As a company focused on helping businesses become safer by improving inspection processes, we can’t help but see how this effort to improve off-the-job safety can benefit from checklists, just as on-the-job safety can.

The checklists we provide businesses are professionally designed, available in print or mobile form. But checklists are universal—shopping lists are checklists, for example.

So, too, are checklists related to safety at home. Informal checklists can be used to make personnel safer away from work in many ways, including checklists for:

  • Fire-prevention measures (checking smoke alarms, ensuring heavily combustible materials are stored away from the home, inspecting the fireplace chimney, inspecting furnaces, etc.)
  • Healthy activities to do (a checklist for an exercise routine, for example).
  • Dietary requirements (check off what you’re supposed to each day as you eat it).
  • Leaving-home safety checks (security systems on, oven off, no other appliances running, etc.)
  • Medicine to take and when.
  • Potentially dangerous household equipment before using it (e.g., gas grills, riding lawnmowers.)
  • Items necessary to be as safe as possible during dangerous activities (e.g., boating, hiking.)
  • Getting ready for a potential natural disaster that is likely to knock out power, strand people at home, and threaten their safety (major winter storms, hurricanes, etc.)

Many safety steps that people take are simple and automatic, and don’t really require checklists.
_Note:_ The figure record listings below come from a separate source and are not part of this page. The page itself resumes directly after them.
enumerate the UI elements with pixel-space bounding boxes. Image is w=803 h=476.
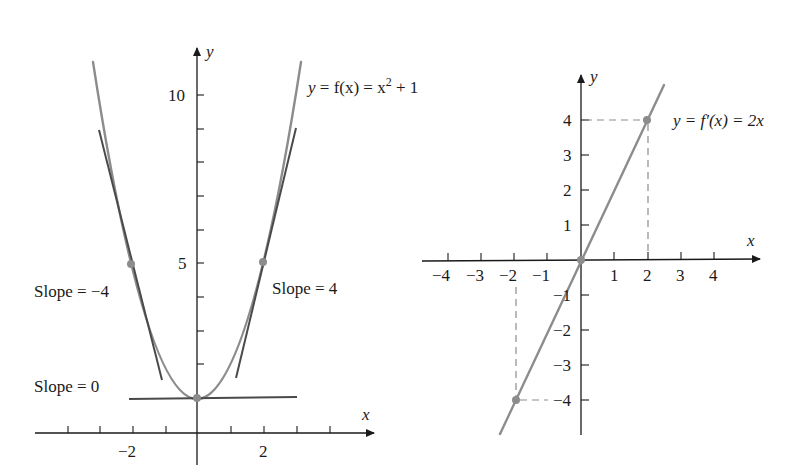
slope-neg4-label: Slope = −4 (34, 282, 109, 301)
point-2-4 (643, 116, 651, 124)
point-2-5 (259, 258, 267, 266)
svg-text:−4: −4 (553, 391, 572, 410)
tangent-line-left (99, 130, 162, 380)
svg-text:4: 4 (709, 266, 718, 285)
tangent-line-right (236, 128, 296, 378)
right-graph: y x y = f′(x) = 2x −4 −3 −2 −1 1 2 3 4 1… (422, 67, 764, 435)
svg-text:−1: −1 (553, 286, 571, 305)
point-0-1 (193, 394, 201, 402)
left-y-tick-10: 10 (168, 86, 185, 105)
left-y-tick-5: 5 (178, 254, 187, 273)
point-neg2-neg4 (512, 396, 520, 404)
tangent-line-zero (129, 397, 297, 399)
svg-text:4: 4 (563, 111, 572, 130)
slope-0-label: Slope = 0 (34, 377, 99, 396)
left-y-ticks (197, 95, 204, 398)
slope-4-label: Slope = 4 (272, 279, 338, 298)
svg-text:−3: −3 (466, 266, 484, 285)
svg-text:1: 1 (610, 266, 619, 285)
left-x-ticks (68, 426, 330, 433)
right-x-axis (422, 259, 760, 261)
point-origin (577, 256, 585, 264)
svg-text:3: 3 (676, 266, 685, 285)
svg-text:−3: −3 (553, 356, 571, 375)
left-x-label: x (361, 405, 370, 424)
figure: y x 10 5 −2 2 y = f(x) = x2 + 1 Slope = … (0, 0, 803, 476)
right-x-label: x (746, 231, 755, 250)
left-y-label: y (204, 42, 214, 61)
svg-text:1: 1 (563, 216, 572, 235)
svg-text:−2: −2 (553, 321, 571, 340)
svg-text:−1: −1 (532, 266, 550, 285)
point-neg2-5 (127, 260, 135, 268)
svg-text:−4: −4 (432, 266, 451, 285)
left-x-tick-2: 2 (259, 442, 268, 461)
left-graph: y x 10 5 −2 2 y = f(x) = x2 + 1 Slope = … (34, 42, 418, 465)
left-x-tick-neg2: −2 (118, 442, 136, 461)
right-y-label: y (588, 67, 598, 86)
derivative-equation-label: y = f′(x) = 2x (671, 111, 764, 130)
svg-text:3: 3 (563, 146, 572, 165)
svg-text:−2: −2 (499, 266, 517, 285)
function-equation-label: y = f(x) = x2 + 1 (306, 75, 418, 97)
svg-text:2: 2 (563, 181, 572, 200)
svg-text:2: 2 (643, 266, 652, 285)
We just do them in our head. But let’s face it—memories are not reliable. For processes with more than just a few steps or items, checklists almost always help speed the process, while ensuring nothing is overlooked.

The same reasons that checklists help improve safety at work also apply at home.

Takeaway

Companies that consider off-the-job safety to be outside their purview should strongly reconsider that thinking. If your company does understand the relationship between the overall health of personnel and company performance, you can enhance your “24/7 safety” message by reminding them of the amazing utility of checklists.

 

Graphic courtesy of National Safety Council.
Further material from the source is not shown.